SteamboatsSteamboats are ships powered by steam, which propels the rotation of large paddle wheels that move the vessel through water. Steamboats were a vital element of the U.S. transportation system from their invention in the late eighteenth century until the late nineteenth century. Because steamboats generate their own consistent source of power, typically generated through the burning of coal, and could operate in shallow waters, they had an unprecedented ability to navigate rivers and other inland waterways, and were particularly valuable for traveling upriver and against currents that other vessels could not surmount. Steamboats were also used in the deep coastal waters along the eastern seaboard of the United States. Their use for the transport of people and goods was central to the development of the U.S. economy after independence and before the proliferation of rail lines in the late 1800s.
The first workable steamboat was demonstrated by John Fitch (1743–98) in 1787 on the Delaware River. Although he built several steamboats and received a patent for his design in 1791, Fitch struggled to demonstrate the commercial viability of his technology and lost the support of his backers. However, the impetus to create steam-powered vessels was not dead. Among many who sought to improve upon Fitch's start were John Stevens and Robert Fulton, who both built and operated steamboats in the early nineteenth century. From these origins, steamboats proliferated.
By 1817 dozens of steamboats were in operation on the Mississippi and Ohio rivers and their tributaries. By 1840 there were more than 200 on the Mississippi alone, and by 1860 this number had swelled to more than 1,000. Mississippi steamboat traffic and trade pushed New Orleans to exceed New York City in volume of shipping by 1850, with New Orleans' outbound cargo accounting for more than half of the nation's total exports. Steamboat technology was put to use on many kinds of vessels, but packets that carried passengers and cargo from city to city were the most common kind; these vessels made settlement possible by permitting travel from West Virginia in the East to the Rocky Mountains in the West, and from Minnesota in the North to Louisiana in the South.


## Work to be completed:
Please set down each line of the data again, unchanged.

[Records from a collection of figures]
_ _ _ _ _ _ _
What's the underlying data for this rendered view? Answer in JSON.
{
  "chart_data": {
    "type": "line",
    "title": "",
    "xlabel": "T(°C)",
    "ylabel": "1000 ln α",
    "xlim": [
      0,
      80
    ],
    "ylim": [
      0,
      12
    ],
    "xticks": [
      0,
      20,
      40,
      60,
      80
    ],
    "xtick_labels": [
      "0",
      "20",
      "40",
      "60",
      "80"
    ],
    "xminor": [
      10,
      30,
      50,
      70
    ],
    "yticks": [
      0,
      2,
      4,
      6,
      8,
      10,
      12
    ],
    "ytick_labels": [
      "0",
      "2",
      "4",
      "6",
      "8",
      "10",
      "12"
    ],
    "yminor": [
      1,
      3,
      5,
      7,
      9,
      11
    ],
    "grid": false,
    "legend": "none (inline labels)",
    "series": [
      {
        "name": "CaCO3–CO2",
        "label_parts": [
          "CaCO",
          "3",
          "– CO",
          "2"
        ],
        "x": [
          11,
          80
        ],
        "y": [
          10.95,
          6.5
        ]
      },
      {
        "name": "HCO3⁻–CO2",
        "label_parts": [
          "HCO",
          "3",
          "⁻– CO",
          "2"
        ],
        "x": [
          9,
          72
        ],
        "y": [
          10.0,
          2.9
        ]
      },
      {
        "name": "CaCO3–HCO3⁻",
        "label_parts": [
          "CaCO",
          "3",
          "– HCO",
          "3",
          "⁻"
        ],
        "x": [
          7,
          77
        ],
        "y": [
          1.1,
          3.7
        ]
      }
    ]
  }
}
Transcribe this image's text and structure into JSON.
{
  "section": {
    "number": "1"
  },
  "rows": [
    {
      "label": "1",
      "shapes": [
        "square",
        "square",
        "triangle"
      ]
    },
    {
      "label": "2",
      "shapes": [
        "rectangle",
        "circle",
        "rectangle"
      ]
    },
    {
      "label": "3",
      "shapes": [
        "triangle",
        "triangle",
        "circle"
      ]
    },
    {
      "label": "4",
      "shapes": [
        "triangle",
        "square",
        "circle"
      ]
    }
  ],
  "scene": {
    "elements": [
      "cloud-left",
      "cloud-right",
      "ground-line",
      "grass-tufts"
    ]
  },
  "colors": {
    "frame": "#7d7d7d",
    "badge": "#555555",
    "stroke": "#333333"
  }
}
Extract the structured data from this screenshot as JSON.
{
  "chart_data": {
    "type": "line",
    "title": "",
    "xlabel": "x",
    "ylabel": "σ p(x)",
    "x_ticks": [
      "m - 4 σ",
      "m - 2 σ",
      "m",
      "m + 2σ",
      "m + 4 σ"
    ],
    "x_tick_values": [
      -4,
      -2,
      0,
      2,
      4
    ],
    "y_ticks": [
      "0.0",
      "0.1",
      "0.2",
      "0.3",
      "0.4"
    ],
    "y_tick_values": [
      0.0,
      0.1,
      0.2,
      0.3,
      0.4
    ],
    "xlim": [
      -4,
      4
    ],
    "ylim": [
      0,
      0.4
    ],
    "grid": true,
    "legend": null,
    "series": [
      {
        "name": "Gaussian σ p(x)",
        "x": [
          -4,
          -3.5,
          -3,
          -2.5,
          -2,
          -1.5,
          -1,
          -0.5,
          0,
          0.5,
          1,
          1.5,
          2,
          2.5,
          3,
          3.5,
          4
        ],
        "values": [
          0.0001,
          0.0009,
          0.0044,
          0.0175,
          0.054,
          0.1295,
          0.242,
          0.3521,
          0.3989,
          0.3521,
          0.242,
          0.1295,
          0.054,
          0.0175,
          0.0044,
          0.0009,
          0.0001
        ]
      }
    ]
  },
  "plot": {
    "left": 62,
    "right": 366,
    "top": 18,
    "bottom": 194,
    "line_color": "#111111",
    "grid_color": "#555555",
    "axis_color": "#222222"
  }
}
_ _ _ _ _ _ _
## Response below:
What's the underlying data for this rendered view? Answer in JSON.
{
  "chart_data": {
    "type": "line",
    "title": "",
    "xlabel": "T(°C)",
    "ylabel": "1000 ln α",
    "xlim": [
      0,
      80
    ],
    "ylim": [
      0,
      12
    ],
    "xticks": [
      0,
      20,
      40,
      60,
      80
    ],
    "xtick_labels": [
      "0",
      "20",
      "40",
      "60",
      "80"
    ],
    "xminor": [
      10,
      30,
      50,
      70
    ],
    "yticks": [
      0,
      2,
      4,
      6,
      8,
      10,
      12
    ],
    "ytick_labels": [
      "0",
      "2",
      "4",
      "6",
      "8",
      "10",
      "12"
    ],
    "yminor": [
      1,
      3,
      5,
      7,
      9,
      11
    ],
    "grid": false,
    "legend": "none (inline labels)",
    "series": [
      {
        "name": "CaCO3–CO2",
        "label_parts": [
          "CaCO",
          "3",
          "– CO",
          "2"
        ],
        "x": [
          11,
          80
        ],
        "y": [
          10.95,
          6.5
        ]
      },
      {
        "name": "HCO3⁻–CO2",
        "label_parts": [
          "HCO",
          "3",
          "⁻– CO",
          "2"
        ],
        "x": [
          9,
          72
        ],
        "y": [
          10.0,
          2.9
        ]
      },
      {
        "name": "CaCO3–HCO3⁻",
        "label_parts": [
          "CaCO",
          "3",
          "– HCO",
          "3",
          "⁻"
        ],
        "x": [
          7,
          77
        ],
        "y": [
          1.1,
          3.7
        ]
      }
    ]
  }
}
Transcribe this image's text and structure into JSON.
{
  "section": {
    "number": "1"
  },
  "rows": [
    {
      "label": "1",
      "shapes": [
        "square",
        "square",
        "triangle"
      ]
    },
    {
      "label": "2",
      "shapes": [
        "rectangle",
        "circle",
        "rectangle"
      ]
    },
    {
      "label": "3",
      "shapes": [
        "triangle",
        "triangle",
        "circle"
      ]
    },
    {
      "label": "4",
      "shapes": [
        "triangle",
        "square",
        "circle"
      ]
    }
  ],
  "scene": {
    "elements": [
      "cloud-left",
      "cloud-right",
      "ground-line",
      "grass-tufts"
    ]
  },
  "colors": {
    "frame": "#7d7d7d",
    "badge": "#555555",
    "stroke": "#333333"
  }
}
Extract the structured data from this screenshot as JSON.
{
  "chart_data": {
    "type": "line",
    "title": "",
    "xlabel": "x",
    "ylabel": "σ p(x)",
    "x_ticks": [
      "m - 4 σ",
      "m - 2 σ",
      "m",
      "m + 2σ",
      "m + 4 σ"
    ],
    "x_tick_values": [
      -4,
      -2,
      0,
      2,
      4
    ],
    "y_ticks": [
      "0.0",
      "0.1",
      "0.2",
      "0.3",
      "0.4"
    ],
    "y_tick_values": [
      0.0,
      0.1,
      0.2,
      0.3,
      0.4
    ],
    "xlim": [
      -4,
      4
    ],
    "ylim": [
      0,
      0.4
    ],
    "grid": true,
    "legend": null,
    "series": [
      {
        "name": "Gaussian σ p(x)",
        "x": [
          -4,
          -3.5,
          -3,
          -2.5,
          -2,
          -1.5,
          -1,
          -0.5,
          0,
          0.5,
          1,
          1.5,
          2,
          2.5,
          3,
          3.5,
          4
        ],
        "values": [
          0.0001,
          0.0009,
          0.0044,
          0.0175,
          0.054,
          0.1295,
          0.242,
          0.3521,
          0.3989,
          0.3521,
          0.242,
          0.1295,
          0.054,
          0.0175,
          0.0044,
          0.0009,
          0.0001
        ]
      }
    ]
  },
  "plot": {
    "left": 62,
    "right": 366,
    "top": 18,
    "bottom": 194,
    "line_color": "#111111",
    "grid_color": "#555555",
    "axis_color": "#222222"
  }
}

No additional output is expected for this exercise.